Ken Livingstone: 'This isn't a race to elect a chat-show host'
That was back last October. By the time we met again last week, coverage of the mayoral campaign was devoted almost exclusively to his own goals, Boris Johnson was six points ahead in the polls, and – like many people – I blamed Livingstone. How could a millionaire old Etonian, who considers a £250,000 salary "chickenfeed", and belongs to a party squeezing the poorest whilst cutting tax for the richest, be romping towards a second term? How had Livingstone ended up looking like the greedy, untrustworthy, prejudiced one? After all the needless gaffes of recent weeks, I thought, he's got some explaining to do.
I find the candidate sitting with Cocoa, his labrador, outside a west-London cafe in the sunshine, smiling broadly and looking more serene than I think I would after the past month's media onslaught. Campaign aides with mobile phones soldered to their ears flurry about, and passers-by stop to fuss over Cocoa until Livingstone's wife arrives to take her for a walk. The heavy gloom of exhaustion which hung over Livingstone's campaign last time round has certainly vanished – as has, it must be said, the sour-tempered belligerence. As we run through all his recent difficulties, I'm braced for him to get snappy and defensive – but the irritability never comes.
Why did he say that Jewish Londoners were too rich to vote for him? "I didn't say that. Someone posed the question to me, 'Why don't more Jewish people vote for you?' I started to say, 'No group votes as a whole. The main determining factor in how everybody votes – the overwhelming majority – is income levels.' Psephology," he points out mildly, "isn't a hate crime." But lots of people vote against economic self-interest – including him. "Yes, there are lots of individual exceptions," he agrees. "But no one has ever done a study about voting intention without ascertaining that the biggest determining factor is your income and your wealth."

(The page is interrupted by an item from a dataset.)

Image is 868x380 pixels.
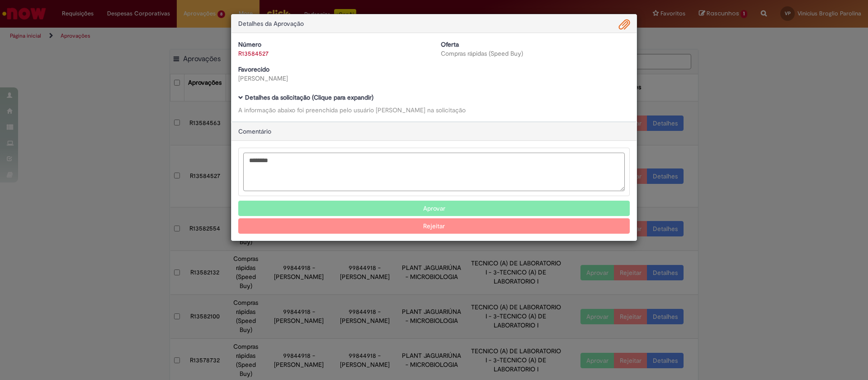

This isn't the first time he's upset Jewish Londoners, however, and a recent Times editorial speculated that what might look like antisemitism could in fact be a tactic to court Muslim voters, who outnumber Jewish voters by four times in London. "If I was courting the Muslim vote," Livingstone reasons patiently, "I wouldn't have put establishing the partnership ceremony at the forefront of my first term, would I? I go all around London advocating lesbian and gay rights."
That's true, but only makes his infamous remark that the Tory party is now "riddled" with gay people all the more maddening. It's obvious he used the term ironically, mocking the party's traditional homophobes who would use the word to denote disgust. "I was making the point that not a single Tory MP spoke out in support when I introduced partnership ceremonies. But they only quoted half the sentence. Where's the bit that says: 'Isn't it wonderful?' I mean, it does actually change the context slightly." But why risk a joke that could translate into print so disastrously that no one would laugh? Livingstone used to answer questions like that with a rather pompous: "I refuse not to have a sense of humour." Today he just grins and spreads his hands. "OK, let Boris do what he does best – which is telling jokes – and let me do what I do best, which is running things."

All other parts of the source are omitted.